Africa’s first GPU-powered Artificial Intelligence (AI) factory built by Atlancis Technologies under its Servernah Cloud brand has been launched and is hosted at iXAfrica Data Centres.
The AI factory brings world-class high-performance computing (HPC) capabilities to East and Central Africa. This gives enterprises, governments and innovators access to powerful GPUs for AI model training and deployment.
According to Atlancis Technologies CEO and Founder Daniel Njuguna, the Servernah AI-as-a-Service platform is more than just another cloud solution. “This is more than HPCs and GPUs, it’s the heart of Africa’s AI revolution. We are proving that world-class innovation can be designed, built, and powered from within Africa,” he said.
Built on Open Compute Project (OCP) design principles and powered by NVIDIA GPUs, the Servernah platform delivers hyperscaler-level compute performance tailored for Africa’s needs. It provides the scalability, energy efficiency and sustainability required for workloads in high-performance computing, machine learning, deep learning, and data analytics.
The infrastructure is hosted at iXAfrica’s NBOX1 campus. With power densities of up to 50 kilowatts per rack, green-powered grid connections and carrier-neutral interconnectivity, the facility is engineered to support the most demanding AI workloads. iXAfrica Data Centre CEO Snehar Shah described the deployment as “a defining step in Africa’s AI infrastructure story,” adding that partnerships like this one will form the foundation of Africa’s intelligent future.
Everse Technology, co-founded by Michael Michie, is working with Atlancis to help customers maximize their AI investments. “AI-ready infrastructure was always going to be the first step to unlocking Africa’s AI opportunity. Through these partnerships, we will see adoption rapidly scale across all sectors,” said Michie.
By providing GPU power locally, Atlancis and its partners are enabling organizations to train and deploy AI models without moving sensitive data outside the continent. This is a critical step in advancing Africa’s data sovereignty and building confidence in local digital ecosystems.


• _GOAL OF THE EXERCISE_:
Every record below should be retyped exactly, and no picture should appear in the copy.

### PROVIDED DATA ###

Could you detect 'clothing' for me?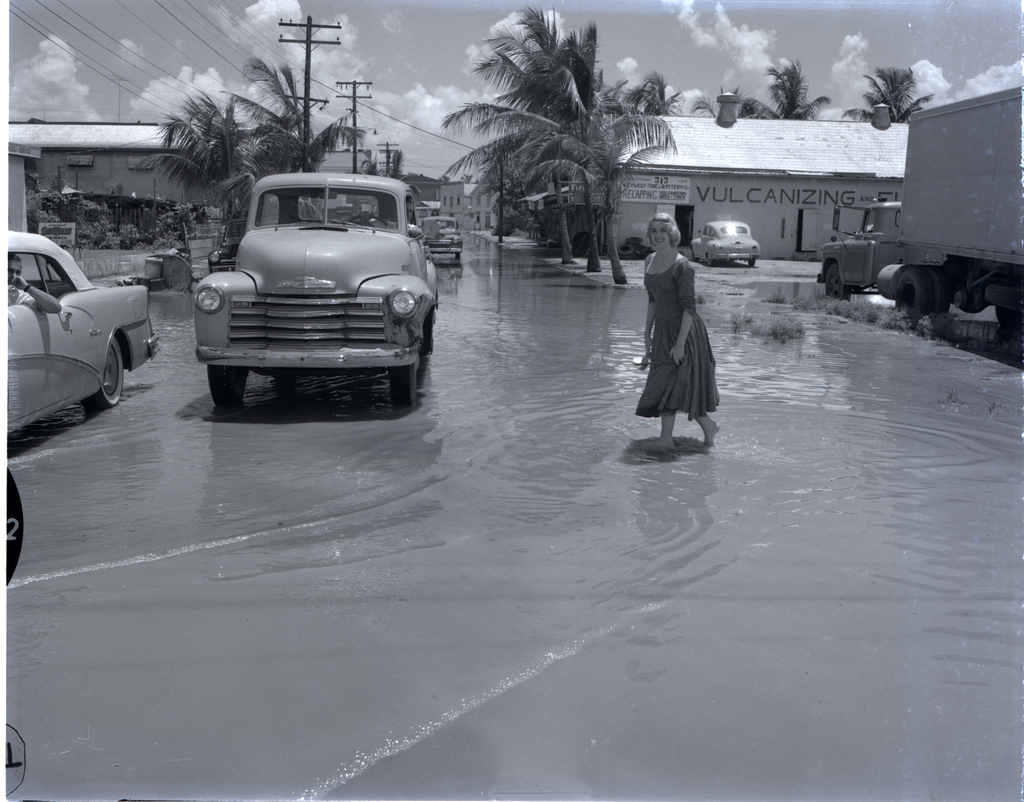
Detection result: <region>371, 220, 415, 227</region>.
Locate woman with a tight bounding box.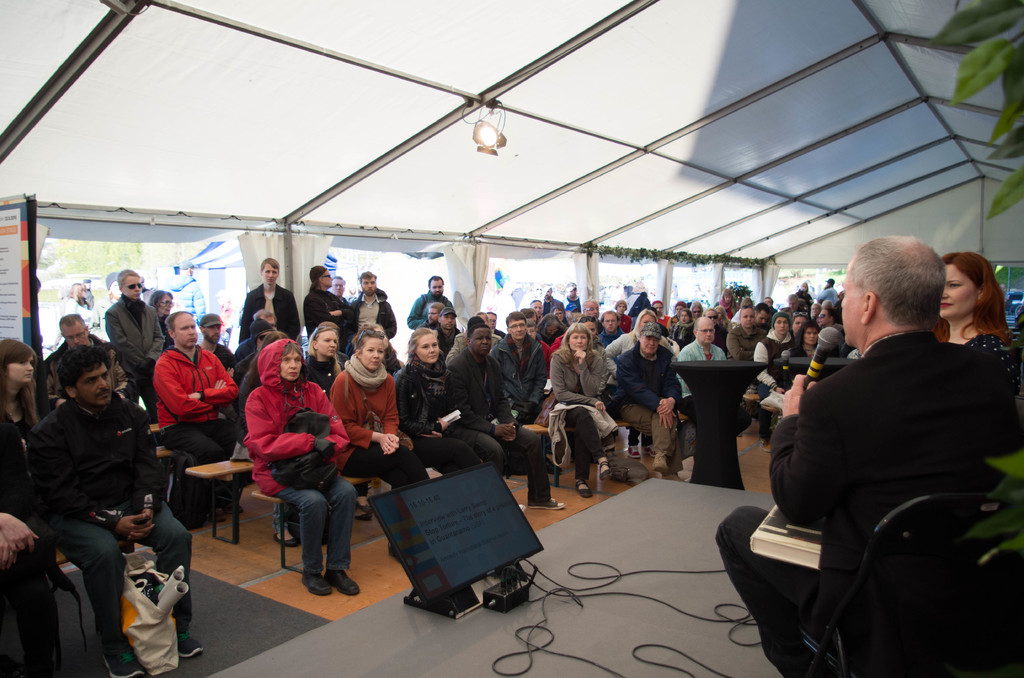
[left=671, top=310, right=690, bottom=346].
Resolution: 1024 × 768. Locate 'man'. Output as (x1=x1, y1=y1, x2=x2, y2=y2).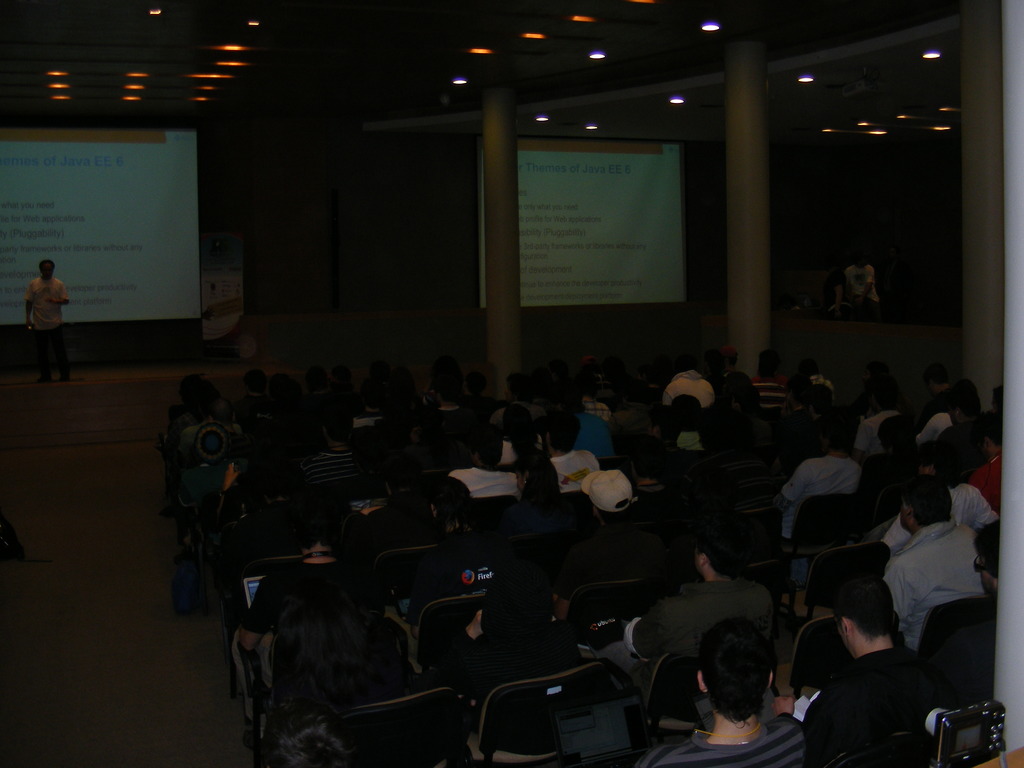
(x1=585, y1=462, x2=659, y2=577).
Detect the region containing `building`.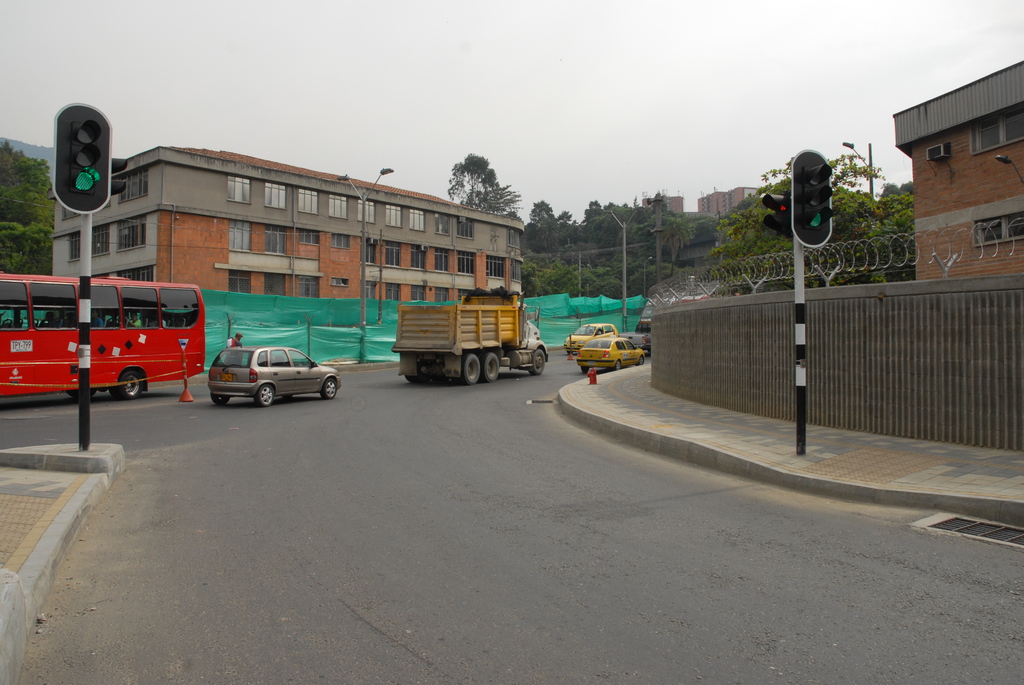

###

• _OUTPUT FOR THIS TASK_:
Could you detect 'clothing' for me?
Detection result: <region>371, 220, 415, 227</region>.
Locate woman with a tight bounding box.
[left=671, top=310, right=690, bottom=346].
Resolution: 1024 × 768. Locate 'man'. Output as (x1=x1, y1=y1, x2=x2, y2=y2).
(x1=585, y1=462, x2=659, y2=577).
Detect the region containing `building`.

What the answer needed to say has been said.